For Bonus Exam Points: Who Are You?
Campus Life
When it comes to exams, some professors are leading with surprisingly supportive and helpful questions.
Published May 11, 2023
A final exam for Professor Kate Queeney’s chemistry class began this way: “What is your favorite equation or graph in CHM 332 so far? Why?”
This was followed by a meme featuring a circle of melting marshmallow chicks. “Peeps undergoing a phase transition,” it said.
As finals week draws to a close for the spring semester, some students are taking exams with a surprisingly conversational start.
Professors refer to this tactic by many names, from the pre-test, bonus or warm-up questions to positive affirmation or values affirmation questions.
Professor of Chemistry Kevin Shea has begun his exams with questions like, “Describe a time where you succeeded in something after initially struggling. How did your ultimate success make you feel?”
Professor of Physics Gary Felder begins all his exams with a five-point option. He’s asked students to name someone they admire (the most common answer is “my mother”) or talk about summer plans. A recent midterm began this way: “Studies have shown that people do better on a test if they spend a minute or two at the beginning thinking about what matters to them in life. To that end, please tell me one thing in life that you love doing.”
Adline Dely ’26 has noticed a similar approach in many different classes and ranging from exam questions to homework and classwork. In biology, a professor put pictures of kittens in slide decks and talked about adopting a cat. On chemistry homework, Dely would respond to a question about the person who inspired her and get an encouraging note from the professor in return.
The use of such tactics is by no means universal. An unofficial (and unscientific) Smith Instagram poll was almost evenly split between those who had heard of such a bonus or positive affirmation exam question (49 percent) and those who had not (51 percent).
A recent Queeney exam meme.
Among its devotees, though, the positive affirmation question is a tool with both very specific origins and particular uses. Felder began incorporating affirmation questions in 2018 after reading renowned social psychologist Claude Steele’s book Whistling Vivaldi, which included research on how reminding students of negative stereotypes (such as the notion that women don’t do well in math) can cause dips in performance.
“Conversely, questions that prompt people to think about their individual values and goals have the opposite effect, significantly reducing performance gaps,” says Felder. “So I decided to try it.”
Shea notes that the chemistry department, which he heads, has been using such exam questions for the past five years. He traces the origin back to the teaching arts luncheons at the Sherred Center for Teaching and Learning where values affirmation questions were introduced as a way to help combat exam anxiety while also being more inclusive.
Although she never used them herself, Caroline Melly, director of the Sherrerd Center and associate professor of anthropology, said the use of these questions might tie in to an ongoing shift in higher education toward “pedagogy that’s really human.” “I think you can situate this one small tactic in a range of wider tactics that try to recognize the humanity of the students while also humanizing ourselves as professors,” she says.
In humanities classes, sharing more personalized stories is often par for the course. Melly noted that lab settings are trickier for such conversations—how do you humanize an ion?—which is why exams may be more natural places for them to appear.
While a trend toward humanizing the classroom started before the pandemic, being able to see into people’s homes and lives via Zoom only accelerated it, Melly says. Rather than undercutting the seriousness of the academic work, Melly notes that sharing life stories can help create an environment where students feel safe and respected, even as they’re being challenged.
“There’s a lot of hard work going on in there,” she says. “But it allows the community formation and the trust building that real deep learning is built upon.”
In her own classes, Melly has been much more open about the “messiness of life.” When a pregnant raccoon broke into—and ultimately destroyed—her rental car, she shared the story with her class.
“I talk about moments of failure in the classroom or out of the classroom,” she says. “I am very clear with them about certain life things that have not gone as planned and what it’s taken to be resilient and to reconfigure things.”
For Queeney, and other professors, starting off an exam with a positive affirmation question can be a mutually beneficial approach.
“Whether or not this has a measurable effect on students’ performance, when I grade these, I love reading what my students are good at,” says Queeney. “It’s impossible to resist writing a smiley face or an exclamation point.”
First year Dely is more ambivalent about what’s behind such efforts. “Maybe one of the reasons is getting to know you more. But I think it’s more for the students than for the professors,” she notes.
That said, while she’s not sure if any of this actually alleviates her homework or exam stress, she has started to count on the exam questions, particularly during finals.
“I think because I’m so used to it, having an exam that doesn’t have a positive question, I’m like, ‘where is my positive question? Where is my meme?’” Dely says with a laugh.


### Assigned task
Without the pictures, give the listing below again exactly.

### Task data
--*--

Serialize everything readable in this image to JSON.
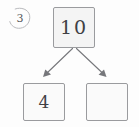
{
  "worksheet": {
    "question_number": "3",
    "problem_type": "number-bond",
    "whole": {
      "label": "10",
      "filled": true
    },
    "parts": [
      {
        "label": "4",
        "filled": true
      },
      {
        "label": "",
        "filled": false
      }
    ],
    "connectors": [
      {
        "from": "whole",
        "to": "part-left",
        "direction": "down-left"
      },
      {
        "from": "whole",
        "to": "part-right",
        "direction": "down-right"
      }
    ]
  },
  "colors": {
    "page_background": "#fdfdfd",
    "box_border": "#9a9b9e",
    "box_fill": "#fafafa",
    "whole_box_fill": "#f4f4f4",
    "ink": "#3f4044",
    "question_ink": "#55565a",
    "arrow": "#76777b"
  }
}
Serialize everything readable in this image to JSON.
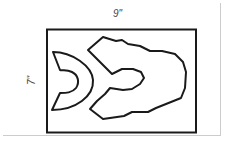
{
  "diagram": {
    "width_label": "9\"",
    "height_label": "7\"",
    "colors": {
      "stroke": "#1a1a1a",
      "background": "#ffffff"
    }
  }
}
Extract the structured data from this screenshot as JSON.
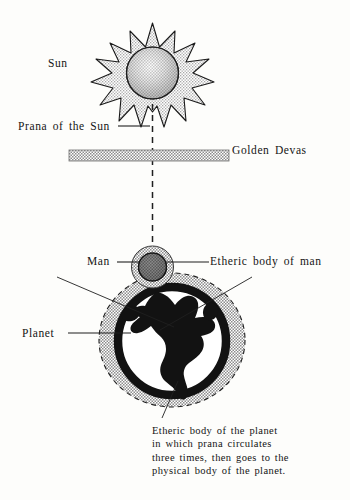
{
  "diagram": {
    "background_color": "#fdfdfb",
    "ink_color": "#141414",
    "stipple_color": "#9a9a9a",
    "labels": {
      "sun": "Sun",
      "prana_of_the_sun": "Prana of the Sun",
      "golden_devas": "Golden Devas",
      "man": "Man",
      "etheric_body_of_man": "Etheric body of man",
      "planet": "Planet"
    },
    "caption_etheric_body_of_planet": {
      "line1": "Etheric body of the planet",
      "line2": "in which prana circulates",
      "line3": "three times, then goes to the",
      "line4": "physical body of the planet."
    },
    "elements": {
      "sun_rays_count": 12,
      "prana_line_style": "dashed",
      "devas_band_fill": "stipple",
      "man_aura_fill": "stipple",
      "planet_aura_fill": "stipple",
      "planet_aura_border": "dashed",
      "planet_continents": "Americas"
    }
  }
}
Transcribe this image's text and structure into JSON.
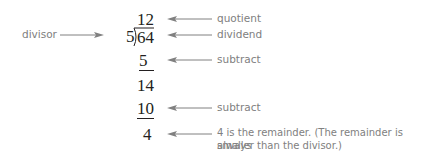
{
  "diagram": {
    "divisor_label": "divisor",
    "quotient": "12",
    "divisor": "5",
    "dividend": "64",
    "step1_subtract": "5",
    "step1_result": "14",
    "step2_subtract": "10",
    "remainder": "4",
    "labels": {
      "quotient": "quotient",
      "dividend": "dividend",
      "subtract1": "subtract",
      "subtract2": "subtract",
      "remainder_line1": "4 is the remainder. (The remainder is always",
      "remainder_line2": "smaller than the divisor.)"
    },
    "colors": {
      "numbers": "#231f20",
      "labels": "#808080",
      "arrows": "#808080"
    }
  }
}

--*--

### Exercise solution
Serialize everything readable in this image to JSON.
{
  "worksheet": {
    "question_number": "3",
    "problem_type": "number-bond",
    "whole": {
      "label": "10",
      "filled": true
    },
    "parts": [
      {
        "label": "4",
        "filled": true
      },
      {
        "label": "",
        "filled": false
      }
    ],
    "connectors": [
      {
        "from": "whole",
        "to": "part-left",
        "direction": "down-left"
      },
      {
        "from": "whole",
        "to": "part-right",
        "direction": "down-right"
      }
    ]
  },
  "colors": {
    "page_background": "#fdfdfd",
    "box_border": "#9a9b9e",
    "box_fill": "#fafafa",
    "whole_box_fill": "#f4f4f4",
    "ink": "#3f4044",
    "question_ink": "#55565a",
    "arrow": "#76777b"
  }
}
Serialize everything readable in this image to JSON.
{
  "diagram": {
    "width_label": "9\"",
    "height_label": "7\"",
    "colors": {
      "stroke": "#1a1a1a",
      "background": "#ffffff"
    }
  }
}
Extract the structured data from this screenshot as JSON.
{
  "diagram": {
    "background_color": "#fdfdfb",
    "ink_color": "#141414",
    "stipple_color": "#9a9a9a",
    "labels": {
      "sun": "Sun",
      "prana_of_the_sun": "Prana of the Sun",
      "golden_devas": "Golden Devas",
      "man": "Man",
      "etheric_body_of_man": "Etheric body of man",
      "planet": "Planet"
    },
    "caption_etheric_body_of_planet": {
      "line1": "Etheric body of the planet",
      "line2": "in which prana circulates",
      "line3": "three times, then goes to the",
      "line4": "physical body of the planet."
    },
    "elements": {
      "sun_rays_count": 12,
      "prana_line_style": "dashed",
      "devas_band_fill": "stipple",
      "man_aura_fill": "stipple",
      "planet_aura_fill": "stipple",
      "planet_aura_border": "dashed",
      "planet_continents": "Americas"
    }
  }
}
Transcribe this image's text and structure into JSON.
{
  "diagram": {
    "divisor_label": "divisor",
    "quotient": "12",
    "divisor": "5",
    "dividend": "64",
    "step1_subtract": "5",
    "step1_result": "14",
    "step2_subtract": "10",
    "remainder": "4",
    "labels": {
      "quotient": "quotient",
      "dividend": "dividend",
      "subtract1": "subtract",
      "subtract2": "subtract",
      "remainder_line1": "4 is the remainder. (The remainder is always",
      "remainder_line2": "smaller than the divisor.)"
    },
    "colors": {
      "numbers": "#231f20",
      "labels": "#808080",
      "arrows": "#808080"
    }
  }
}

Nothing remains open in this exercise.